Monday, 3 July 2023

"Make it so"

 

It is a cornerstone of the English constitution that Parliament has absolute sovereignty over all things, and was granted that sovereignty by the monarch acting in the name of god. The unshakeable belief in the truth of that proposition can lead feeble-minded MPs into a mindset where parliament merely has to declare something to be so for it to become so. As an example of that, the last-but-one Prime Minister has come up with what he clearly thinks is a wizard wheeze to unblock the route to deporting people to Rwanda. He’s suggested that parliament should simply deem Rwanda to be a safe place, and that the judges will then be obliged to agree. The relevant legislation already contains a list of countries deemed to be safe, and adding Rwanda to the list will suffice, in his view, to over-rule those judges who keep insisting that the government should abide by the law requiring the UK to ensure the safety of any deported asylum-seeker.

If he’d given it a moment’s thought (admittedly, not one of his known strengths), he’d have realised that that will never satisfy the judges. All the countries on the list currently have had some sort of assessment before reaching the conclusion that they are safe, and it’s at least probable that judges would expect to see evidence of a similar process (rather than simply parliamentary arbitrariness) for any additions. Most people would understand that adding, say, North Korea or Belarus to the list wouldn’t magically make them safe countries, whatever parliament says; Rwanda may be slightly more arguable, but the principle is the same. And being safe at the time that a country is added to the list cannot, in any event, absolve the judges from making an assessment as to safety as and when they consider an individual case – it’s why we have judges and courts to consider individual cases rather than mechanistic rules. Still, oversimplistic solutions to complex issues and a detached-from-reality belief in the exceptional nature of the UK are not exactly unknown when it comes to Johnson (see, for example, Brexit). And it’s another stick with which his acolytes could beat the judiciary.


What you have to do: Print every entry again exactly, with no pictures.

Supplied data Block Start

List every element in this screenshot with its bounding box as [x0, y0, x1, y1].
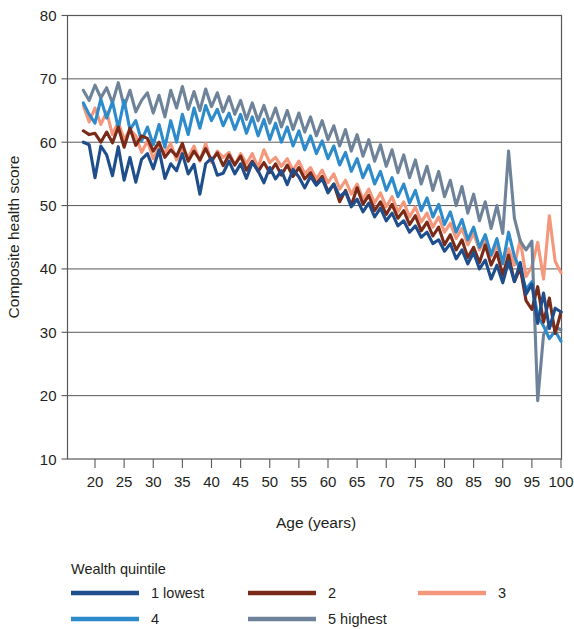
x-tick-label-90: 90: [494, 473, 511, 490]
y-tick-label-80: 80: [40, 7, 57, 24]
x-tick-label-100: 100: [548, 473, 573, 490]
x-tick-label-95: 95: [524, 473, 541, 490]
x-tick-label-65: 65: [349, 473, 366, 490]
y-tick-label-40: 40: [40, 260, 57, 277]
x-tick-label-20: 20: [87, 473, 104, 490]
y-tick-label-70: 70: [40, 70, 57, 87]
y-tick-label-50: 50: [40, 197, 57, 214]
x-axis-title: Age (years): [276, 514, 356, 531]
x-tick-label-35: 35: [174, 473, 191, 490]
y-tick-label-30: 30: [40, 324, 57, 341]
legend-label-1-lowest: 1 lowest: [151, 585, 204, 601]
x-tick-label-50: 50: [261, 473, 278, 490]
x-tick-label-25: 25: [116, 473, 133, 490]
x-tick-label-60: 60: [320, 473, 337, 490]
legend-label-3: 3: [498, 585, 506, 601]
x-tick-label-55: 55: [291, 473, 308, 490]
composite-health-score-line-chart: 8070605040302010 20253035404550556065707…: [0, 0, 574, 629]
x-tick-label-85: 85: [465, 473, 482, 490]
x-tick-label-75: 75: [407, 473, 424, 490]
y-axis-title: Composite health score: [5, 156, 22, 319]
legend-label-4: 4: [151, 611, 159, 627]
x-tick-label-30: 30: [145, 473, 162, 490]
x-tick-label-40: 40: [203, 473, 220, 490]
chart-figure: 8070605040302010 20253035404550556065707…: [0, 0, 574, 629]
x-tick-label-70: 70: [378, 473, 395, 490]
legend-label-5-highest: 5 highest: [328, 611, 387, 627]
x-tick-label-45: 45: [232, 473, 249, 490]
x-tick-label-80: 80: [436, 473, 453, 490]
legend-label-2: 2: [328, 585, 336, 601]
y-tick-label-20: 20: [40, 387, 57, 404]
legend-title: Wealth quintile: [71, 561, 166, 577]
y-tick-label-10: 10: [40, 451, 57, 468]
y-tick-label-60: 60: [40, 134, 57, 151]
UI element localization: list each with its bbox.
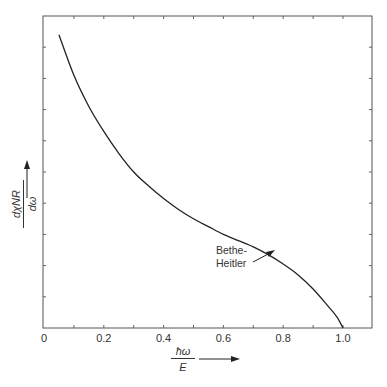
- x-axis-label: ħω E: [171, 345, 195, 373]
- annotation-line-1: Bethe-: [216, 244, 247, 257]
- x-label-numerator: ħω: [171, 345, 195, 359]
- chart-canvas: [0, 0, 387, 387]
- x-tick-label: 0.4: [156, 332, 171, 344]
- annotation-line-2: Heitler: [216, 257, 247, 270]
- y-label-numerator: dχNR: [10, 180, 24, 228]
- x-axis-arrow-icon: [199, 356, 240, 362]
- bethe-heitler-annotation: Bethe- Heitler: [216, 244, 247, 270]
- x-tick-label: 0.2: [96, 332, 111, 344]
- axis-ticks: [43, 16, 372, 328]
- x-label-denominator: E: [171, 359, 195, 373]
- y-label-denominator: dω: [24, 180, 38, 228]
- x-tick-label: 1.0: [335, 332, 350, 344]
- x-tick-label: 0: [41, 332, 47, 344]
- x-tick-label: 0.8: [276, 332, 291, 344]
- y-axis-label: dχNR dω: [10, 180, 38, 228]
- x-tick-label: 0.6: [216, 332, 231, 344]
- bethe-heitler-curve: [59, 35, 343, 328]
- plot-frame: [43, 16, 372, 328]
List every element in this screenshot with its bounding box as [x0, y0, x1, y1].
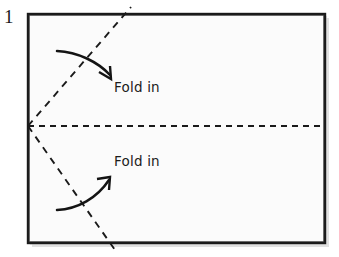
paper-diagram	[0, 0, 339, 257]
origami-step-figure: 1 Fold in	[0, 0, 339, 257]
fold-in-label-top: Fold in	[114, 79, 160, 95]
fold-in-label-bottom: Fold in	[114, 153, 160, 169]
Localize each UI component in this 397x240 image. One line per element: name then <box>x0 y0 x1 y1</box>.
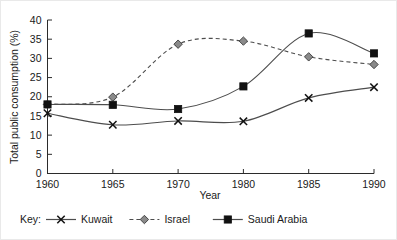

Supplied data Block End

Written response:
List every element in this screenshot with its bounding box as [x0, y0, x1, y1].
x-tick-label-90: 90: [494, 473, 511, 490]
y-tick-label-80: 80: [40, 7, 57, 24]
x-tick-label-100: 100: [548, 473, 573, 490]
x-tick-label-95: 95: [524, 473, 541, 490]
x-tick-label-65: 65: [349, 473, 366, 490]
y-tick-label-40: 40: [40, 260, 57, 277]
x-tick-label-20: 20: [87, 473, 104, 490]
y-tick-label-70: 70: [40, 70, 57, 87]
y-tick-label-50: 50: [40, 197, 57, 214]
x-axis-title: Age (years): [276, 514, 356, 531]
x-tick-label-35: 35: [174, 473, 191, 490]
y-tick-label-30: 30: [40, 324, 57, 341]
legend-label-1-lowest: 1 lowest: [151, 585, 204, 601]
x-tick-label-50: 50: [261, 473, 278, 490]
x-tick-label-25: 25: [116, 473, 133, 490]
x-tick-label-60: 60: [320, 473, 337, 490]
legend-label-3: 3: [498, 585, 506, 601]
x-tick-label-55: 55: [291, 473, 308, 490]
composite-health-score-line-chart: 8070605040302010 20253035404550556065707…: [0, 0, 574, 629]
x-tick-label-85: 85: [465, 473, 482, 490]
x-tick-label-75: 75: [407, 473, 424, 490]
y-axis-title: Composite health score: [5, 156, 22, 319]
legend-label-4: 4: [151, 611, 159, 627]
x-tick-label-30: 30: [145, 473, 162, 490]
x-tick-label-40: 40: [203, 473, 220, 490]
chart-figure: 8070605040302010 20253035404550556065707…: [0, 0, 574, 629]
x-tick-label-70: 70: [378, 473, 395, 490]
legend-label-5-highest: 5 highest: [328, 611, 387, 627]
x-tick-label-45: 45: [232, 473, 249, 490]
x-tick-label-80: 80: [436, 473, 453, 490]
legend-label-2: 2: [328, 585, 336, 601]
y-tick-label-20: 20: [40, 387, 57, 404]
legend-title: Wealth quintile: [71, 561, 166, 577]
y-tick-label-10: 10: [40, 451, 57, 468]
y-tick-label-60: 60: [40, 134, 57, 151]
UI element localization: list each with its bbox.
- x-axis-label: ħω E: [171, 345, 195, 373]
- annotation-line-1: Bethe-: [216, 244, 247, 257]
- x-label-numerator: ħω: [171, 345, 195, 359]
- chart-canvas: [0, 0, 387, 387]
- x-tick-label: 0.4: [156, 332, 171, 344]
- annotation-line-2: Heitler: [216, 257, 247, 270]
- y-label-numerator: dχNR: [10, 180, 24, 228]
- x-axis-arrow-icon: [199, 356, 240, 362]
- bethe-heitler-annotation: Bethe- Heitler: [216, 244, 247, 270]
- x-tick-label: 0.2: [96, 332, 111, 344]
- axis-ticks: [43, 16, 372, 328]
- x-label-denominator: E: [171, 359, 195, 373]
- y-label-denominator: dω: [24, 180, 38, 228]
- x-tick-label: 1.0: [335, 332, 350, 344]
- x-tick-label: 0: [41, 332, 47, 344]
- x-tick-label: 0.8: [276, 332, 291, 344]
- y-axis-label: dχNR dω: [10, 180, 38, 228]
- x-tick-label: 0.6: [216, 332, 231, 344]
- bethe-heitler-curve: [59, 35, 343, 328]
- plot-frame: [43, 16, 372, 328]
List every element in this screenshot with its bounding box as [x0, y0, x1, y1].
paper-diagram	[0, 0, 339, 257]
origami-step-figure: 1 Fold in	[0, 0, 339, 257]
fold-in-label-top: Fold in	[114, 79, 160, 95]
fold-in-label-bottom: Fold in	[114, 153, 160, 169]
Localize each UI component in this 397x240 image. One line per element: name then <box>x0 y0 x1 y1</box>.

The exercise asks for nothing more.